Reagan Placed a Higher Tax Burden on Americans Than Obama

The Washington Post’s Ezra Klein recently refuted the Republican/Tea Party touchstone that Obama has placed a higher tax burden on Americans than other presidents. Klein shows you have only to look to Ronald Reagan for evidence.

Today’s problems, Klein says, are radically different from Reagan’s era, and they began under Clinton, who allowed the crumbling of the wall between insured and uninsured investing and the deregulation of the mortgage industry, and were exacerbated under Bush II, who continued deregulation and used deficit spending to finance tax cuts for the rich and the war he declared in Iraq.

Contrary to popular belief, taxes are lower under Obama than they were under Reagan. In 1983, when Reagan was trying to get the economy out of recession, revenues were 17.5 percent of GDP. In 2010, when Obama was trying to guide the economy into a recovery, revenues were 14.9 percent of GDP.

Taxes are so low under Obama in large part because of the Bush tax cuts and the effects of the financial crisis. But they’re also low because of the tax cuts passed by Obama in the stimulus bill.

Klein adds that the long-term outlook under the Obama plan is good.

In 1988, when Reagan left office, revenues were 18.2 percent of GDP. Under the Congressional Budget Office’s alternative-fiscal scenario — which is their most realistic projection — revenues only rise to 18.4 percent of GDP by 2021. If Obama manages to pass his most consistent tax-policy demand and sunset the Bush tax cuts for income over $250,000, that would rise by less than half a percentage point. In other words, taxes were never as low under Reagan as they are under Obama, and Obama’s policies would not lead to a significantly different tax burden than Reagan’s policies did.

Finally, Klein notes that Obama isn’t done yet so while we can definitively rate Reagan’s initiatives, Obama’s are a work in progress.

GOP Should Just Sit Out 2012

Watching the Republican Party struggling to agree on a presidential candidate, one wonders whether the G.O.P. shouldn’t just sit this election out — just give 2012 a pass…. You know how in Scrabble sometimes you look at your seven letters and you’ve got only vowels that spell nothing? What do you do? You go back to the pile. You throw your letters back and hope to pick up better ones to work with. That’s what Republican primary voters seem to be doing. They just keep going back to the pile but still coming up with only vowels that spell nothing.

— Thomas Friedman, writing in the New York Times.

Romney a ‘Puff of Presidential-Looking Air’

It’s hard to find a single Republican, including those most solidly behind him, who demonstrates true passion for him or can do even a persuasive pantomime of it. They call him effective, not inspirational. They praise his competence, not his charisma. He doesn’t exert any sort of gravitational pull on his party. There’s no full swoon…. Almost all of the presidents elected over recent decades have been propelled by pockets of intense enthusiasm, which can paper over so many specific political predicaments and eclipse tensions with the base. They were saviors before they were disappointments, not disappointments right out of the gate. And almost all of them had something solid — a resonant personal story or an outsize personality or a bold vision — for admirers to latch onto. Romney wafts through a voter’s fingers, a puff of presidential-looking air.

— Frank Bruni, writing in the New York Times.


Activity:
Filter the entries, keeping every line with the word "Marcação".

Dataset rows describing interfaces
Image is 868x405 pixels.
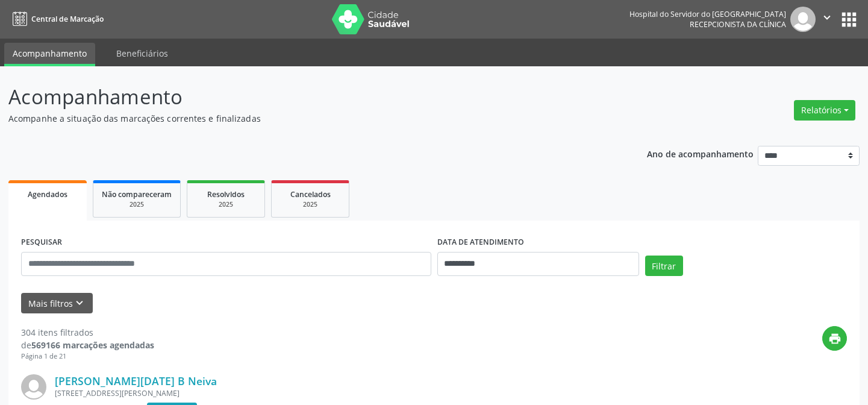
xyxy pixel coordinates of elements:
img: img [21,374,47,400]
button:  [816,7,839,32]
a: Acompanhamento [5,43,95,67]
button: Mais filtroskeyboard_arrow_down [21,293,93,314]
span: Não compareceram [102,189,171,200]
div: Hospital do Servidor do [GEOGRAPHIC_DATA] [630,9,786,19]
p: Acompanhamento [8,82,605,112]
i: keyboard_arrow_down [73,296,86,310]
div: [STREET_ADDRESS][PERSON_NAME] [55,388,667,398]
a: [PERSON_NAME][DATE] B Neiva [55,374,217,387]
button: Relatórios [795,100,856,120]
div: de [21,338,155,351]
div: 304 itens filtrados [21,326,155,338]
label: PESQUISAR [21,234,62,252]
span: Cancelados [290,189,331,200]
i: print [828,332,842,345]
strong: 569166 marcações agendadas [31,339,155,351]
span: Central de Marcação [31,14,103,24]
button: print [823,326,847,351]
span: Agendados [28,189,67,200]
p: Acompanhe a situação das marcações correntes e finalizadas [8,112,605,125]
p: Ano de acompanhamento [647,146,754,161]
i:  [821,11,834,24]
button: apps [839,9,860,30]
div: 2025 [280,200,341,209]
img: img [791,7,816,32]
span: Resolvidos [207,189,245,200]
label: DATA DE ATENDIMENTO [438,234,524,252]
a: Beneficiários [108,43,177,64]
span: Recepcionista da clínica [690,19,786,30]
a: Central de Marcação [8,9,103,29]
div: 2025 [102,200,171,209]
div: 2025 [196,200,256,209]
div: Página 1 de 21 [21,351,155,361]
button: Filtrar [645,256,684,276]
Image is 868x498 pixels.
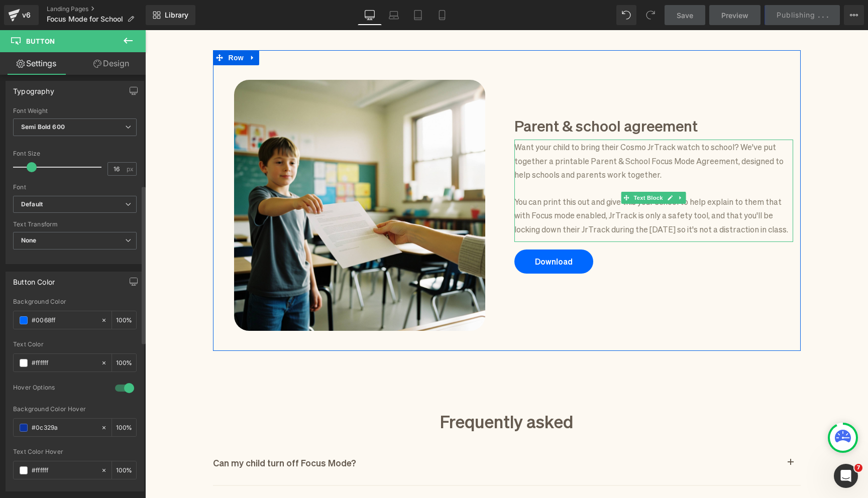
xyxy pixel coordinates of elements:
button: Undo [617,5,637,25]
span: Focus Mode for School [46,15,123,23]
input: Color [32,358,96,368]
a: Download [369,220,448,243]
span: Download [390,225,428,237]
a: Landing Pages [46,5,146,13]
div: Text Color Hover [13,448,136,456]
a: Design [75,52,148,75]
h6: Frequently asked [68,380,656,401]
a: Expand / Collapse [101,20,114,35]
div: % [112,354,136,372]
p: Want your child to bring their Cosmo JrTrack watch to school? We've put together a printable Pare... [369,110,648,151]
span: Library [165,11,188,19]
input: Color [32,465,96,476]
a: Preview [709,5,760,25]
div: % [112,311,136,329]
a: Desktop [358,5,382,25]
a: Expand / Collapse [530,162,541,174]
div: Button Color [13,272,54,286]
div: Background Color [13,298,136,305]
button: Redo [641,5,661,25]
span: Text Block [486,162,520,174]
div: Font [13,183,136,191]
input: Color [32,315,96,326]
div: Typography [13,81,54,95]
button: More [844,5,864,25]
span: Save [676,10,693,21]
input: Color [32,422,96,433]
a: Mobile [430,5,454,25]
p: You can print this out and give this your school to help explain to them that with Focus mode ena... [369,151,648,206]
b: Semi Bold 600 [21,123,65,130]
a: v6 [4,5,39,25]
iframe: Intercom live chat [834,464,858,488]
h3: Parent & school agreement [369,85,648,106]
span: Button [26,37,54,45]
div: Font Size [13,150,136,157]
a: New Library [146,5,196,25]
span: px [126,166,135,172]
div: Text Transform [13,221,136,228]
span: Preview [721,10,748,21]
i: Default [21,200,43,209]
span: Row [81,20,101,35]
div: Text Color [13,341,136,348]
div: Hover Options [13,384,105,395]
h1: Can my child turn off Focus Mode? [68,426,635,439]
div: v6 [20,9,33,22]
a: Laptop [382,5,406,25]
b: None [21,237,37,244]
div: % [112,462,136,479]
a: Tablet [406,5,430,25]
div: Background Color Hover [13,406,136,413]
span: 7 [855,464,863,472]
div: Font Weight [13,108,136,114]
div: % [112,419,136,436]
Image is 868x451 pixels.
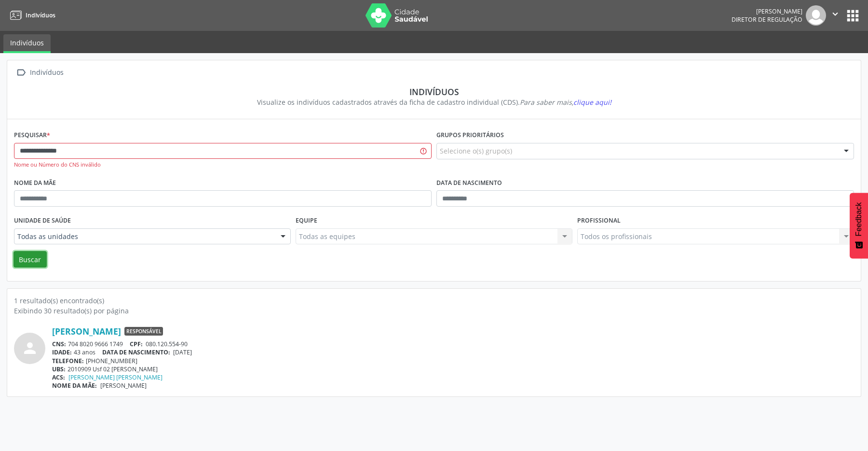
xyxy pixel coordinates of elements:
div: Indivíduos [21,87,847,97]
label: Equipe [295,214,318,228]
span: Feedback [855,203,864,236]
label: Pesquisar [14,128,50,143]
div: Visualize os indivíduos cadastrados através da ficha de cadastro individual (CDS). [21,97,847,107]
div: 43 anos [52,348,854,356]
div: Nome ou Número do CNS inválido [14,160,431,169]
img: img [806,5,826,26]
a: [PERSON_NAME] [52,326,121,336]
i:  [830,9,841,19]
span: IDADE: [52,348,72,356]
span: clique aqui! [573,98,612,106]
div: Exibindo 30 resultado(s) por página [14,305,854,316]
span: DATA DE NASCIMENTO: [102,348,170,356]
span: Selecione o(s) grupo(s) [440,146,512,156]
i: Para saber mais, [520,98,612,106]
a: [PERSON_NAME] [PERSON_NAME] [69,373,163,382]
i:  [14,66,28,80]
span: ACS: [52,373,65,382]
span: CNS: [52,340,66,348]
span: NOME DA MÃE: [52,382,97,390]
a: Indivíduos [4,34,51,53]
button:  [826,5,844,26]
div: Indivíduos [28,66,65,80]
button: Buscar [13,251,47,268]
span: 080.120.554-90 [146,340,188,348]
button: apps [844,7,861,24]
label: Unidade de saúde [14,214,71,228]
button: Feedback - Mostrar pesquisa [850,192,868,258]
span: UBS: [52,365,66,373]
div: [PERSON_NAME] [731,7,802,16]
span: TELEFONE: [52,356,84,365]
span: Indivíduos [26,11,55,19]
a:  Indivíduos [14,66,65,80]
span: Diretor de regulação [731,16,802,24]
span: CPF: [130,340,143,348]
a: Indivíduos [7,7,55,23]
label: Nome da mãe [14,176,56,191]
div: [PHONE_NUMBER] [52,356,854,365]
span: Responsável [124,327,163,336]
div: 1 resultado(s) encontrado(s) [14,296,854,305]
i: person [21,339,38,356]
span: Todas as unidades [18,231,271,241]
div: 704 8020 9666 1749 [52,340,854,348]
label: Data de nascimento [437,176,502,191]
span: [DATE] [173,348,192,356]
span: [PERSON_NAME] [100,382,146,390]
label: Profissional [577,214,621,228]
div: 2010909 Usf 02 [PERSON_NAME] [52,365,854,373]
label: Grupos prioritários [437,128,504,143]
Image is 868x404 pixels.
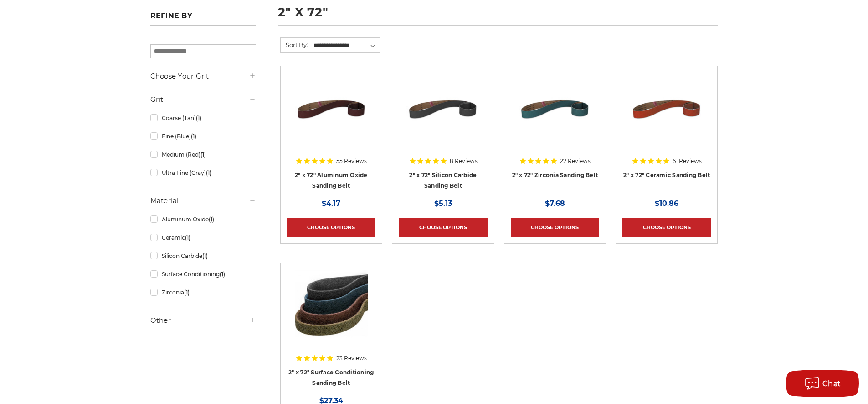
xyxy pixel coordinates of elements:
[295,270,368,343] img: 2"x72" Surface Conditioning Sanding Belts
[655,199,679,207] span: $10.86
[622,218,711,237] a: Choose Options
[200,151,206,157] span: (1)
[151,195,256,206] h5: Material
[322,199,340,207] span: $4.17
[151,165,256,180] a: Ultra Fine (Gray)
[786,369,859,397] button: Chat
[399,73,487,161] a: 2" x 72" Silicon Carbide File Belt
[151,266,256,282] a: Surface Conditioning
[823,379,841,388] span: Chat
[289,368,374,386] a: 2" x 72" Surface Conditioning Sanding Belt
[560,158,591,164] span: 22 Reviews
[151,110,256,126] a: Coarse (Tan)
[151,147,256,162] a: Medium (Red)
[519,73,592,146] img: 2" x 72" Zirconia Pipe Sanding Belt
[281,37,308,52] label: Sort By:
[622,73,711,161] a: 2" x 72" Ceramic Pipe Sanding Belt
[399,218,487,237] a: Choose Options
[206,169,212,176] span: (1)
[278,6,718,26] h1: 2" x 72"
[295,172,368,189] a: 2" x 72" Aluminum Oxide Sanding Belt
[191,132,197,139] span: (1)
[450,158,478,164] span: 8 Reviews
[313,38,380,53] select: Sort By:
[220,271,225,277] span: (1)
[287,218,376,237] a: Choose Options
[202,252,208,259] span: (1)
[630,73,703,146] img: 2" x 72" Ceramic Pipe Sanding Belt
[623,172,711,178] a: 2" x 72" Ceramic Sanding Belt
[434,199,453,207] span: $5.13
[337,158,367,164] span: 55 Reviews
[185,234,191,241] span: (1)
[151,248,256,264] a: Silicon Carbide
[151,284,256,300] a: Zirconia
[295,73,368,146] img: 2" x 72" Aluminum Oxide Pipe Sanding Belt
[151,211,256,227] a: Aluminum Oxide
[511,218,599,237] a: Choose Options
[184,289,190,296] span: (1)
[287,73,376,161] a: 2" x 72" Aluminum Oxide Pipe Sanding Belt
[151,129,256,144] a: Fine (Blue)
[151,315,256,325] h5: Other
[151,94,256,105] h5: Grit
[512,172,598,178] a: 2" x 72" Zirconia Sanding Belt
[287,270,376,358] a: 2"x72" Surface Conditioning Sanding Belts
[511,73,599,161] a: 2" x 72" Zirconia Pipe Sanding Belt
[151,12,256,26] h5: Refine by
[407,73,480,146] img: 2" x 72" Silicon Carbide File Belt
[151,71,256,82] h5: Choose Your Grit
[151,229,256,246] a: Ceramic
[209,216,214,223] span: (1)
[196,114,201,121] span: (1)
[545,199,565,207] span: $7.68
[673,158,702,164] span: 61 Reviews
[410,172,477,189] a: 2" x 72" Silicon Carbide Sanding Belt
[337,355,367,361] span: 23 Reviews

Task output:
span: Central de Marcação [31,14,103,24]
a: Central de Marcação [8,9,103,29]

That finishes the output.